Geert Wilders, the rightwing Dutch politician was in New York last week to lend support to his American counterparts at a rally in lower Manhattan near the site of the 2001 terrorist attacks. Then this happened:

On a packed block of demonstrators between Murray and Warren streets, Wilder’s words were drowned out when a slim woman with brown curly hair blew one of those long plastic horns that blared throughout the South African soccer games in June. A big man with a bald head tried to grab it. There was pushing and shoving.
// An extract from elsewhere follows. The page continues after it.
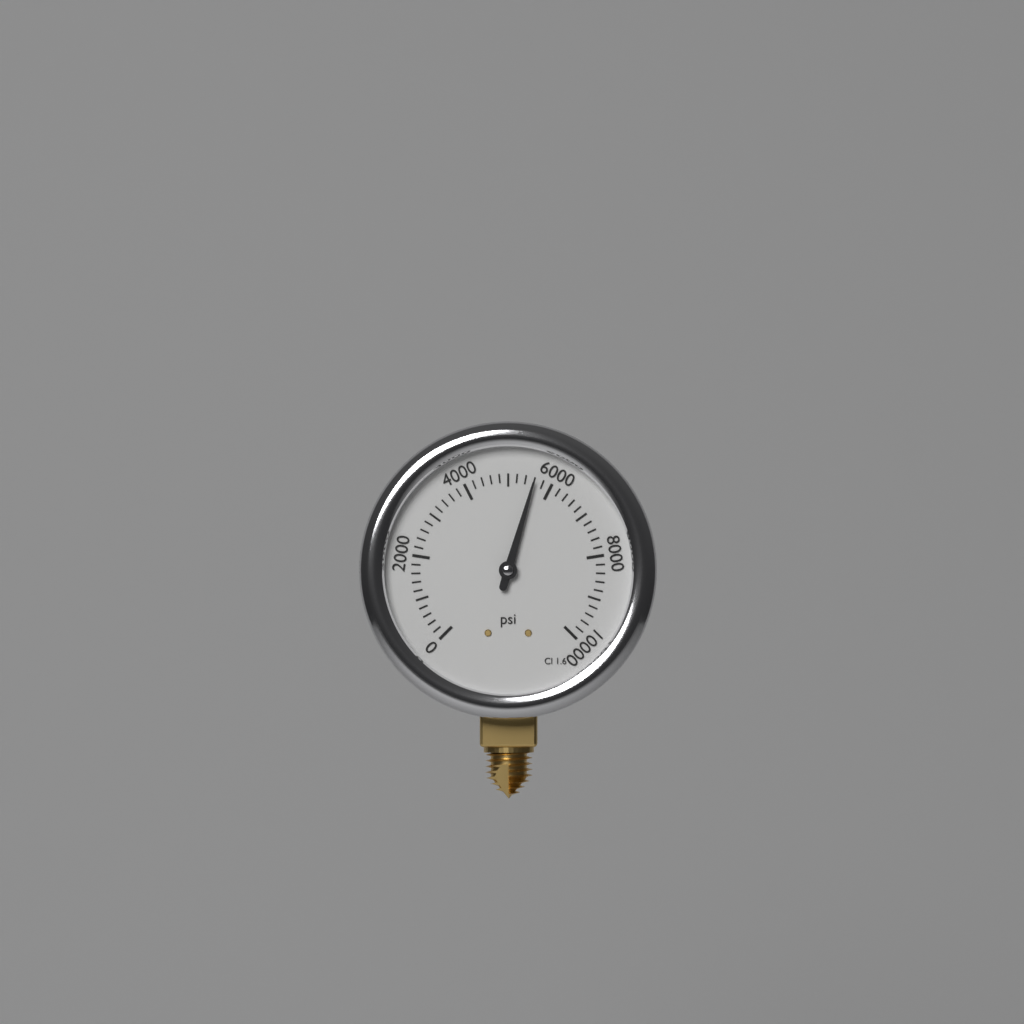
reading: 5600 psi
A row or two behind, a man in shorts and a red polo shirt bellowed for police. “Get her out!” he screamed. “Grab her by the neck and force her out!” A pair of cops, both African-American women, eventually unhinged the metal pens and escorted the woman with the vuvuzela and two of her friends away. “Pull your bushels over your head and go home,” yelled the man.

The Village Voice.

Further Reading

The sound of revolt

On his third album, Afro-Portuguese artist Scúru Fitchádu fuses ancestral wisdom with urban revolt, turning memory and militancy into a soundtrack for resistance.

O som da revolta

No seu terceiro álbum, o artista afro-português Scúru Fitchádu funde a sabedoria ancestral com a revolta urbana, transformando memória e militância em uma trilha sonora para a resistência.

Biya forever

As Cameroon nears its presidential elections, a disintegrated opposition paves the way for the world’s oldest leader to claim a fresh mandate.
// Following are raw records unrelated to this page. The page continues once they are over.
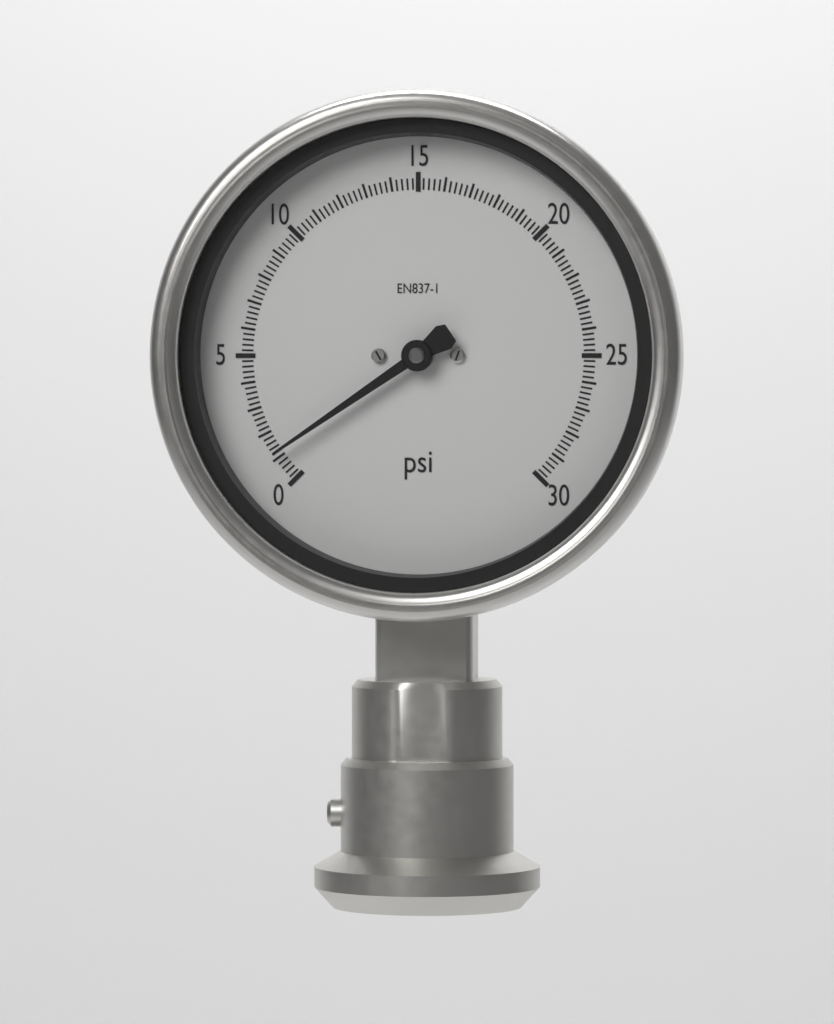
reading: 1.2 psi
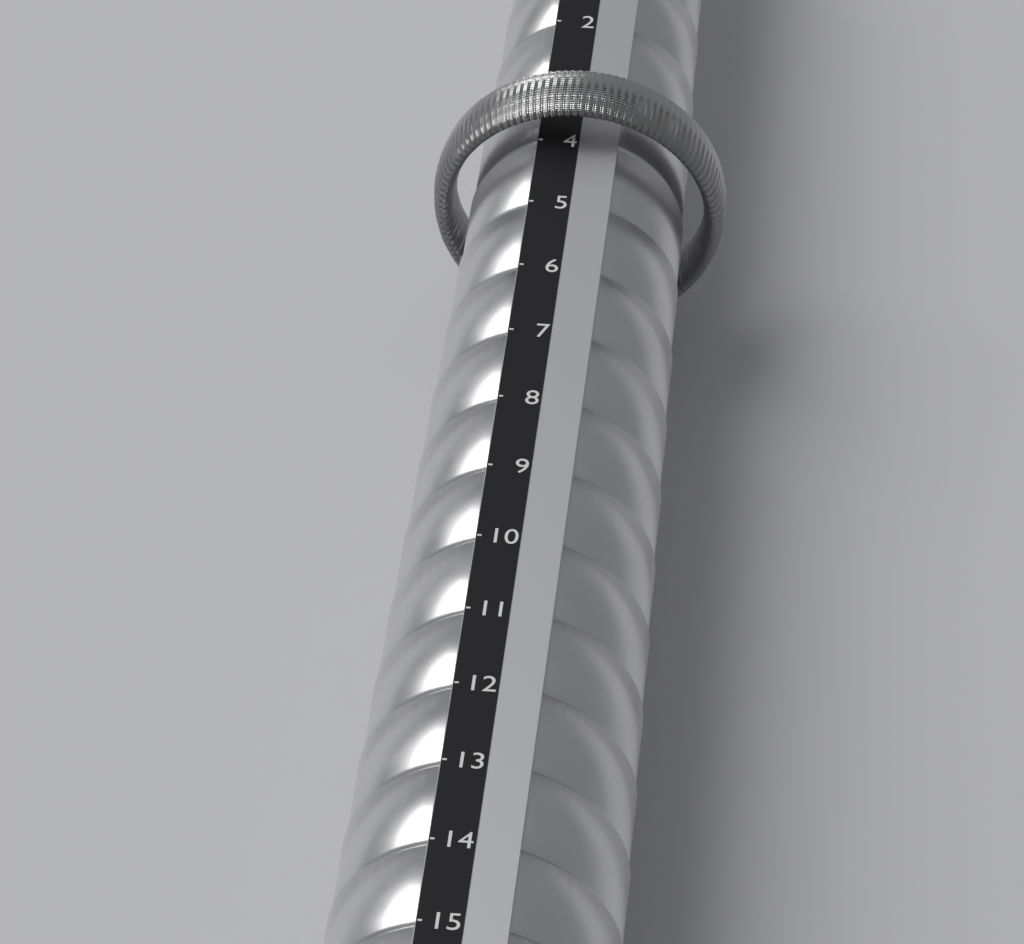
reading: 4 (no unit)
From Cornell to conscience

Hounded out of the United States for his pro-Palestine activism, Momodou Taal insists that the struggle is global, drawing strength from Malcolm X, faith, and solidarity across borders.

After the uprising

Following two years of mass protest, Kenya stands at a crossroads. A new generation of organizers is confronting an old question: how do you turn revolt into lasting change? Sungu Oyoo joins the AIAC podcast to discuss the vision of Kenya’s radical left.

Redrawing liberation

From Gaza to Africa, colonial cartography has turned land into property and people into populations to be managed. True liberation means dismantling this order, not redrawing its lines.

Who deserves the city?

Colonial urbanism cast African neighborhoods as chaotic, unplanned, and undesirable. In postcolonial Dar es Salaam, that legacy still shapes who builds, who belongs, and what the middle class fears the city becoming.

Djinns in Berlin

At the 13th Berlin Biennale, works from Zambia and beyond summon unseen forces to ask whether solidarity can withstand the gaze of surveillance.

Colonize then, deport now

Trump’s deportation regime revives a colonial blueprint first drafted by the American Colonization Society, when Black lives were exiled to Africa to safeguard a white republic.